PIDP 3260 My Professional Identity
My responses to professional identity prompts for PIDP 3260 Professional Practice.

For this blog post (Week 2's assignment), we are required to do a brief autobiography and a reflection on our professional identity. Prompts for defining our professional identity are: what personal and professional values guide you as an instructor, and what truths of teaching do we have (based on Stephen D Brookfield's The Skillful Teacher pg. 9)

Brief Autobiography

According to my carefully crafted LinkedIn profile I am a:

"creative generalist with a strong design background and over 20 years of experience in administration in private, public and not-for-profit organizations. I am a results driven and hardworking individual with excellent time management skills. I specialize in creating engaging, logical and attractive systems suited for training programs and implementing change, and I enjoy the challenge of new experiences."
- Amy Keryluik

I've also gone ahead and listed some of the areas I am interested in, which I hope means to everyone else reading it that I'm actually interested in taking on work in these areas (and by extension, less excited about doing other stuff)

• Training and Education
• Recruitment
• Policies and Procedures
• Engagement
• Advertising/Marketing
• Creative Administrative Services

Values

My values, based on Brene Brown's List of Values, are joy, being helpful, creativity, harmony, self care, family, health and being competent. My biggest value is joy because it underpins everything I do (the rest just fits in under "what makes me happy" category) I've heard people at work environments say I look happy or I am singing/humming, so I guess it shows. I have to be mindful about my workload and the joy I have in my professional life, because burnout can strike those faster that are enjoying their job.

In one of my previous courses, I identified my personal mission statement as:

“I inspire bravery, by creatively exploring new things for strangers looking for adventure.”
- Amy Keryluik

Given that I've been witness to people participating, learning and even changing their career paths, I think that this is a guiding principle of my professional identity.

Teaching Truths

A few of the truths I know to be true about teaching (or any professional adventure) is that:

1) it's never going to be the same from day to day

2) imposter syndrome happens

3) letting people know the expectations allows for them to meet your expectations

4) not everyone is going to like you

References

Brown, B. (2018). Dare to lead. Vermilion.

Brookfield, S (2015) The Skillful Teacher: On Technique, Trust and Responsiveness in the Classroom. Jossey-Bass.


* [Required work]: From the records below, copy every line that contains the word "Group".

┄┄┄┄┄┄

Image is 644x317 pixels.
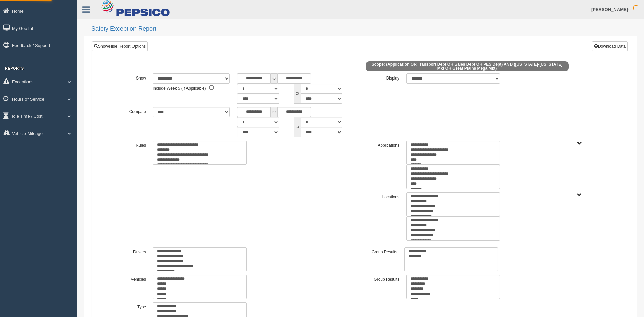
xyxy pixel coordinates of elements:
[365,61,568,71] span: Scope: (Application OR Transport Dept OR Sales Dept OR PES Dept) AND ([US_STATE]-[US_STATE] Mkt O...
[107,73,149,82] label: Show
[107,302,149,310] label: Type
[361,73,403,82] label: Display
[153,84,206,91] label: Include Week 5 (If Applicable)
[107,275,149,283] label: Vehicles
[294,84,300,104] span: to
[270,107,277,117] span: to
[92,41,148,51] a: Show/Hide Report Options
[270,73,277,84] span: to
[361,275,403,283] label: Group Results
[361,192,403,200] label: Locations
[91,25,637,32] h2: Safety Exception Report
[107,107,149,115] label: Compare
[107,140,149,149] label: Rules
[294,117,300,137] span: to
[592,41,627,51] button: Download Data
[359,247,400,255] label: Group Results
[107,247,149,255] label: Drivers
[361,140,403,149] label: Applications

┄┄┄┄┄┄

* [Exercise result]:
[361,275,403,283] label: Group Results
[359,247,400,255] label: Group Results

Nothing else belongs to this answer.